Teachers are little more than circuits in America’s educational network and, as such, transmit surface information to the students and little more. The kids know a lot, for sure, but those kids like the adults that school them and lead them, have no intellectual depth, something required for critical thinking. It is fitting, I suppose, that in these times when the United States is a polarized nation of cynics who believe in nothing, it’s not surprising that its educators teach the young to be cynics. But as Oscar Wilde noted through one of his characters, a cynic is “one who knows the price of everything but the value of nothing.”

And yet the very adults (academics, corporate leaders, politicians) that created this cynical, digitized short attention span world whine about students not being able to read and write, think critically or master math. There is a reason for that: They are not being taught effectively to do those things. All of which reaffirms something I wrote in 2013: The American Education System is creating Ignorant Adults.

The leaders of Boeing and Lockheed Martin worry out loud about the absence of US school aged students who can excel at science, technology, engineering and math disciplines (STEM). But they have no problem funding initiatives for Chinese students and aviation professionals in China.

Back in the USA school classrooms are a mishmash of technology, new wave/repackaged learning techniques and revisionist history. Apple I-Pads and Smart Boards are located in each classroom for student/teacher use. They are all connected to software that provides music, cartoons and learning platforms like Canvas for most grade levels. The latest teaching fads like Maker Learning with its “Digital Promise” backed by Google and Pixar, among others, competes with concepts like the Flipped Classroom, Blended Learning and other pedagogies that come in and out of vogue. And yet, alongside all the technology are crayons, magic markers, pencils, paper and cardboard for writing and drawing.

It’s no stretch to say that I-Phones, Android and other hand held devices may cause epigenetic changes. Students, teachers/coaches and administrators are constantly staring head down at their computing-communications devices. It is tough to get a face-to-face conversation going with most anyone in these groups as their eyes and heads are in the down position while sitting, walking or standing. Even if you are having a meat space meeting, participants will incessantly dart their eyes to the handheld safely nearby the hand, in the hand, or on the lap (looking down again)…

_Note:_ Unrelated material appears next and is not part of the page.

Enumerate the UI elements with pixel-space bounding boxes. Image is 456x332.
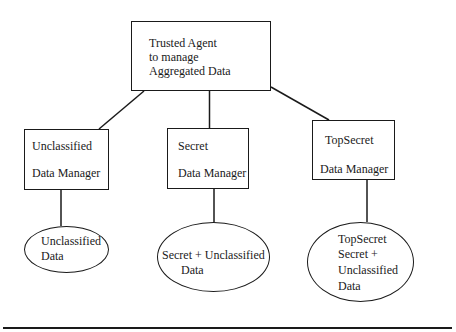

I have often winced at some of the practices I observed in classrooms. On a typical day as a substitute, I arrive at a school, pick up instructions left by the teacher who is absent (or has a meeting), and head to the classroom. Substitute teachers, or Subs, are a lower class of species, members of the gig economy, and treated as such by the “real” teachers and students. I remember one teacher I subbed for was headed off to a meeting and as she left said, “Sharpen my pencils for me.” I dutifully did. A majority of the teachers and administrators don’t ask for your name, you’re just known as “The Sub.”

Once students complete their work (if they even choose to do it), which for most does not take much class time, they are free to play video games, stick ear buds in and listen to music or hang out with friends via the handheld device. One of the popular video games with male 6th to 12th graders is Krunker, a first person shooter game. Is US society really that concerned about active shooters in schools?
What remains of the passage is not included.